The company was, as you might imagine, quite happy with the way things turned out by the mid 2000s, but like a small town kid getting a taste of Hollywood fame, it didn’t seem very well equipped to handle it. Improvements on its most beloved products, like the Curve, came slowly, as though the people making those decisions were absolutely terrified of making a mistake.
Instead, any creativity the company had was spent—more like wasted—on ill-conceived attempts to create something that looked or sounded “cool.” Once the iPhone launched and Android began to truly compete with Apple for the smartphone crown, BlackBerry decided it wanted to play the same game. Completely overmatched and absolutely missing the entire point of why people liked the iPhone, the company launched the touchscreen-equipped Storm. The Storm2 followed less than a year later, but neither had any staying power.
In 2010, while devices like the Retina-equipped iPhone 4, Motorola Droid X, and HTC Evo 4G were snatching headlines, BlackBerry released the Style—a flip phone that looked like it would have been more at home in wireless shops in 2006. Nobody had any idea what direction the company actually wanted to take with its devices, and this didn’t do BlackBerry’s bottom line any favors.
The new phones weren’t horrible in terms of performance or build quality, but at a time when other companies were redefining what a smartphone could be, BlackBerry’s complete lack of direction was seen more as a white flag of surrender than a push to return to prominence. Despite continuing the Curve line and introducing other qwerty-equipped devices, BlackBerry became a punchline.
The Bold, which I consider to be one of the few things BlackBerry did absolutely right, fell victim to the same slow evolution as the Curve, with its only impressive update coming three years after the launch of the original. That change brought with it a higher resolution display, touchscreen input, and a variety of light and motion sensors. The line was eventually killed off entirely, which isn’t surprising as BlackBerry repeatedly failed to give consumers a reason to upgrade.
The Classic
The BlackBerry Classic is, by all accounts, a worthy successor to the Curve, Bold, and other beloved qwerty smartphones of yesterday. It’s gorgeous from any angle and looks like a phone I’d want to play with and hold for hours, just like I did with my beloved 8330 so many years ago. It can utilize both BlackBerry and Android apps, and its battery is designed to last a very, very long time.
It’s the phone the Curve and Bold should have evolved into but never got the chance.
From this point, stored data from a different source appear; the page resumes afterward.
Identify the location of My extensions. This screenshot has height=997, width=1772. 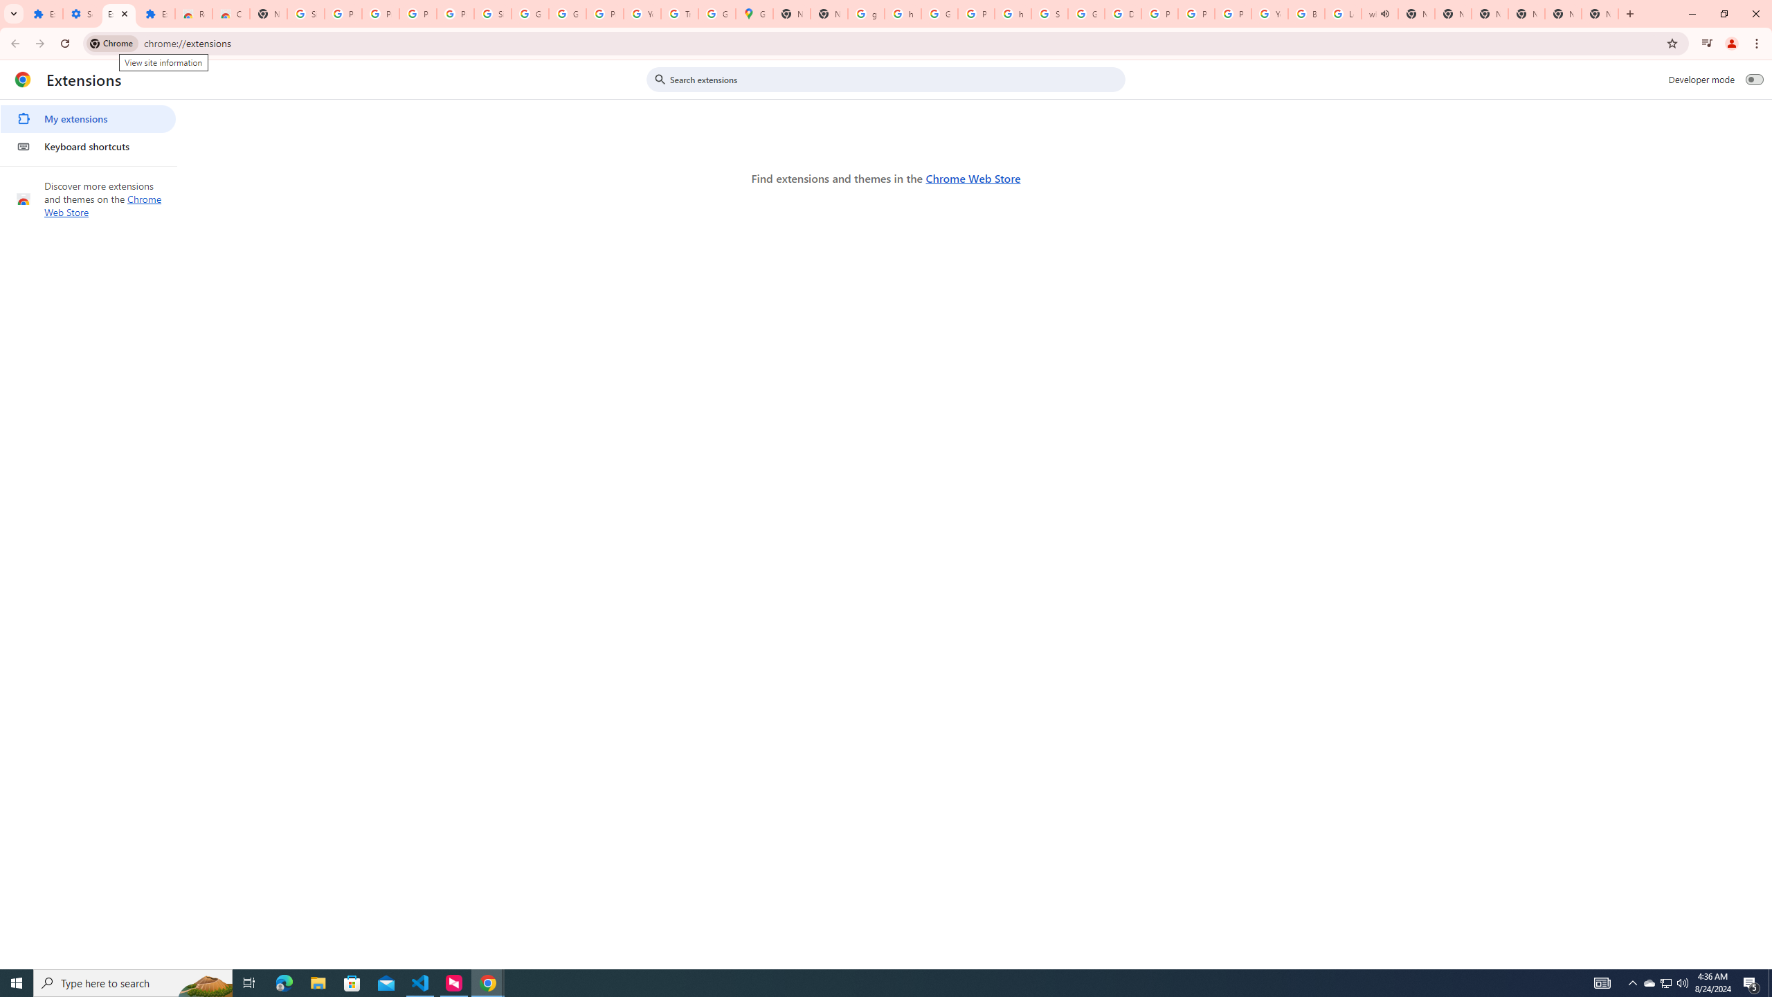
(87, 119).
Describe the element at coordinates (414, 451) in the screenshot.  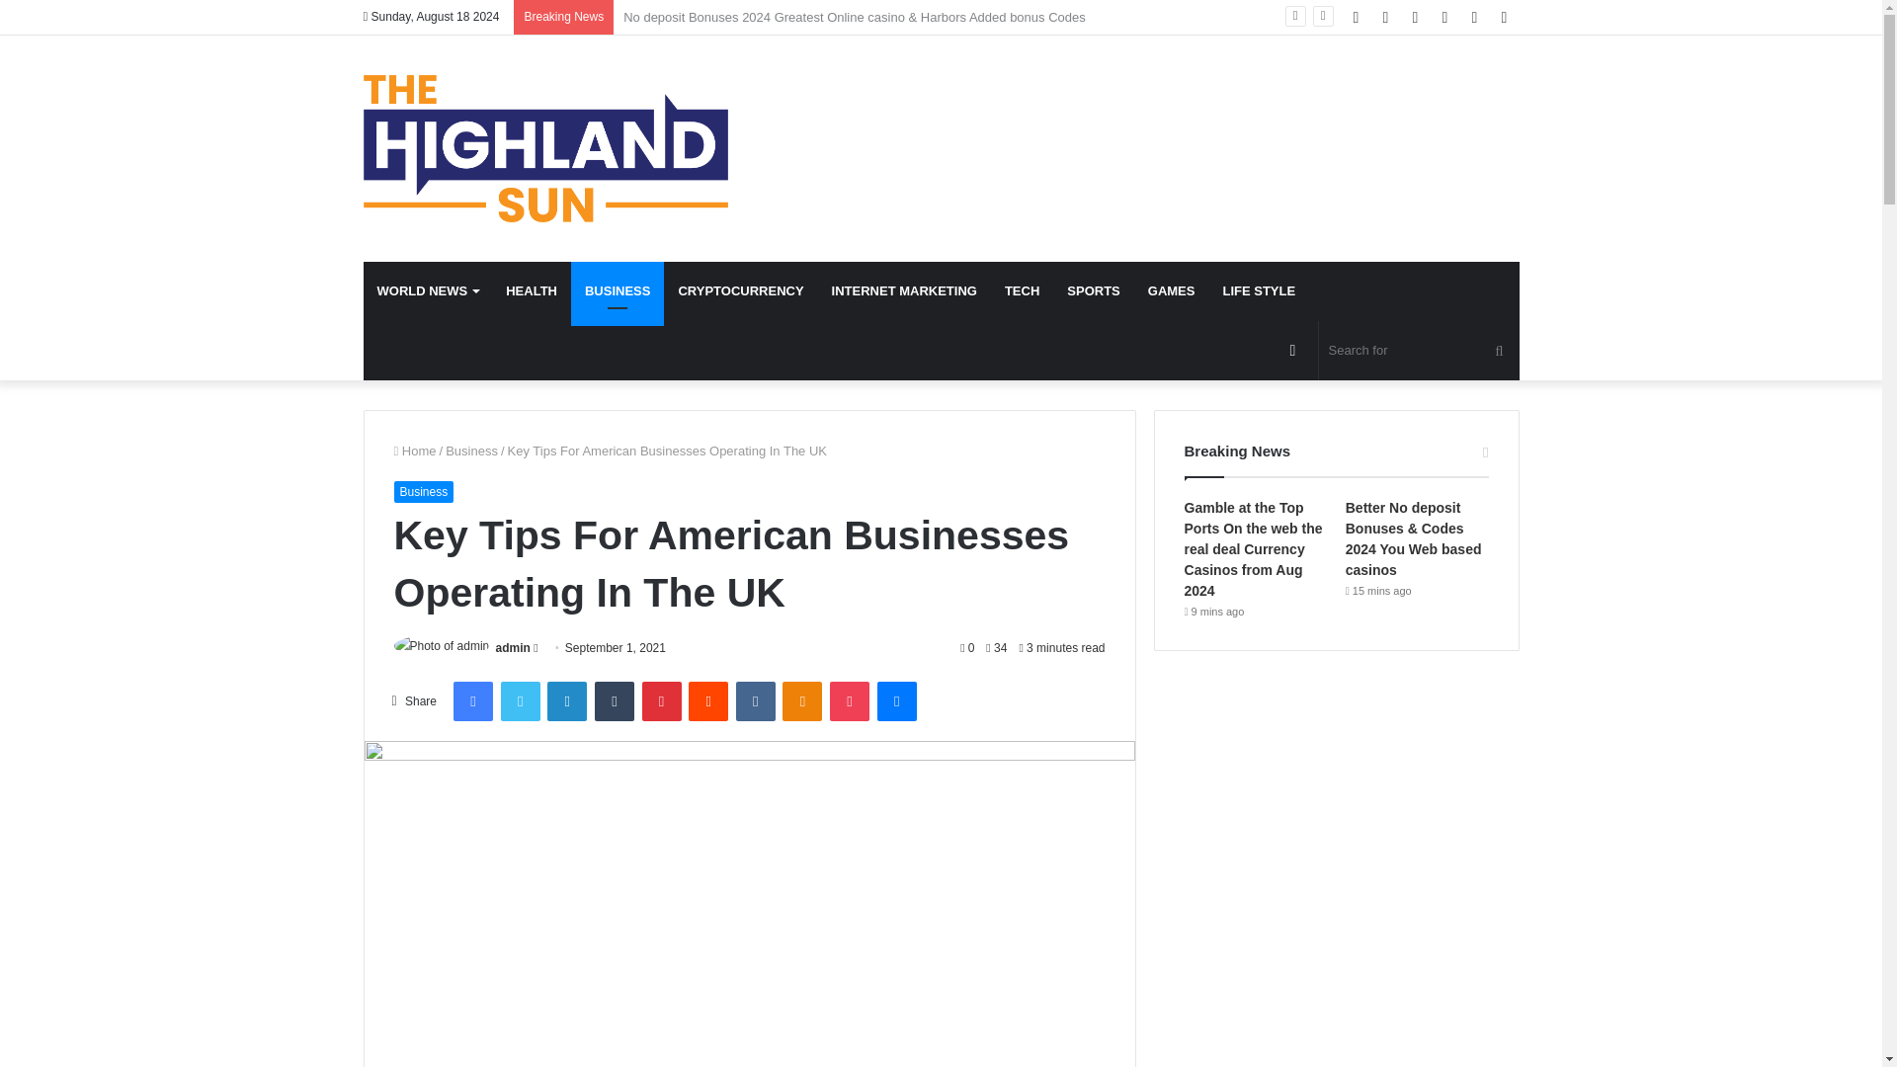
I see `Home` at that location.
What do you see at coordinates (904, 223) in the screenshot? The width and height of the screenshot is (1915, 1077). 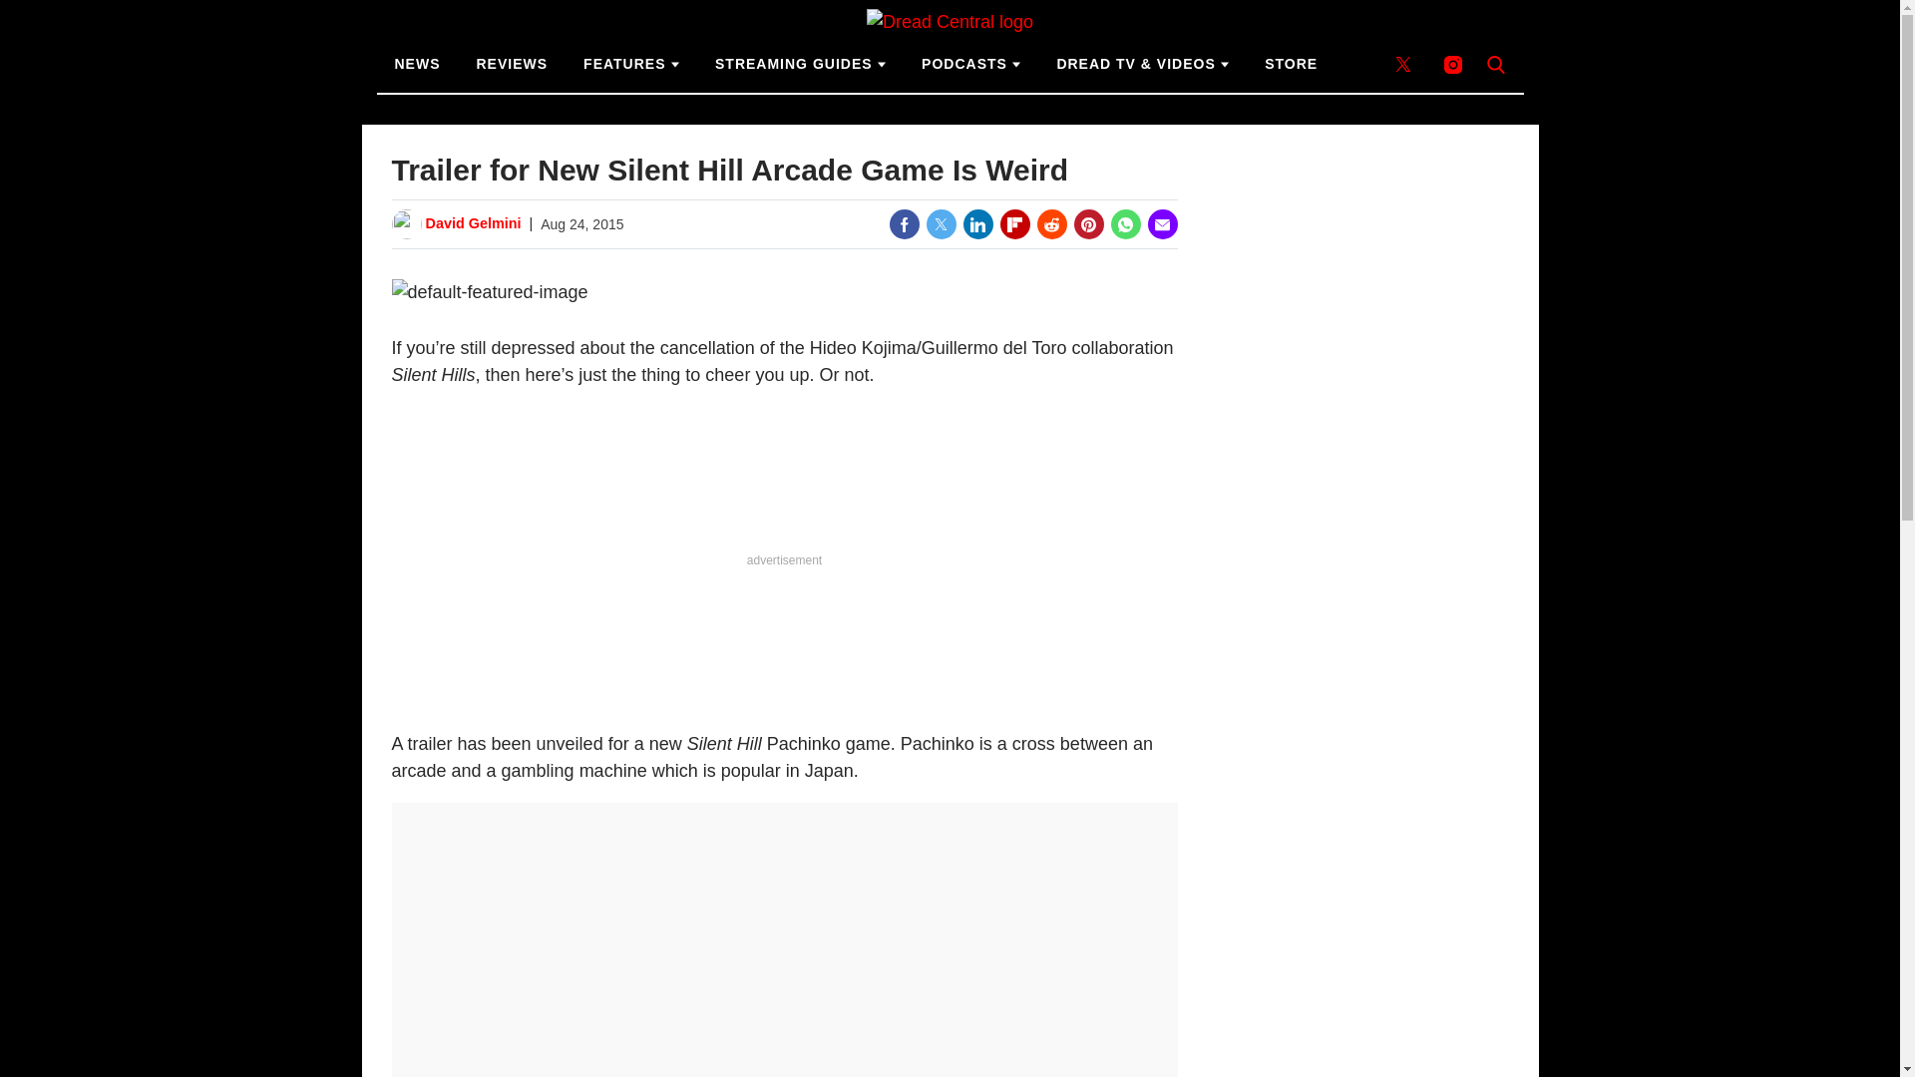 I see `Share on Facebook` at bounding box center [904, 223].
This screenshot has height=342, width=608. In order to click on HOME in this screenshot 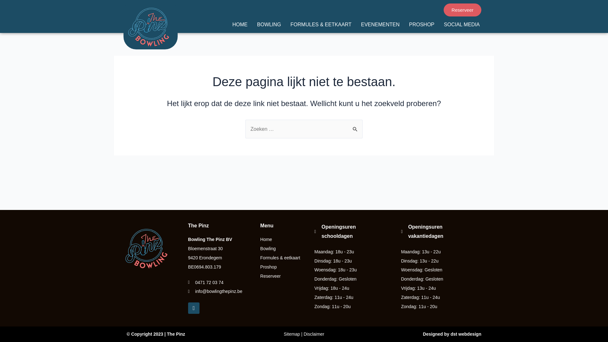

The Classic is BlackBerry’s equivalent of Apple’s iPhone 6. It’s the logical progression of a product that everyone clearly loved, but instead of continuing the existing brands—building customer loyalty and creating hype around each new update—BlackBerry psyched itself out and only now seems to have realized exactly what made people love its phones in the first place.
Imagine if Apple had stopped updating the iPhone after the iPhone 3GS, let it die an untimely death, screwed around with subpar designs, bad marketing, and exhibited a complete lack of direction for half a decade and then released the device that is the iPhone 6 under the name iPhone Classic. Boom, that’s BlackBerry.
Will the Classic change the company’s fortunes? If my calendar said 2009—heck, maybe even 2011—I’d say it had a fighting chance. It’s a much tougher task today, and with as many missteps as BlackBerry as made in the past, it’s hard to have any faith in the platform or even the company itself. Will BlackBerry even exist in three years? What about five? 10? Your guess is as good as mine.
What I know for sure is that, at the moment, BlackBerry has fought through its cloudy headed haze and stumbled upon an idea that appears solid—the idea that BlackBerry was cool because of what you could do with it, not because of the logo. I fear it’s an idea that has come five years too late.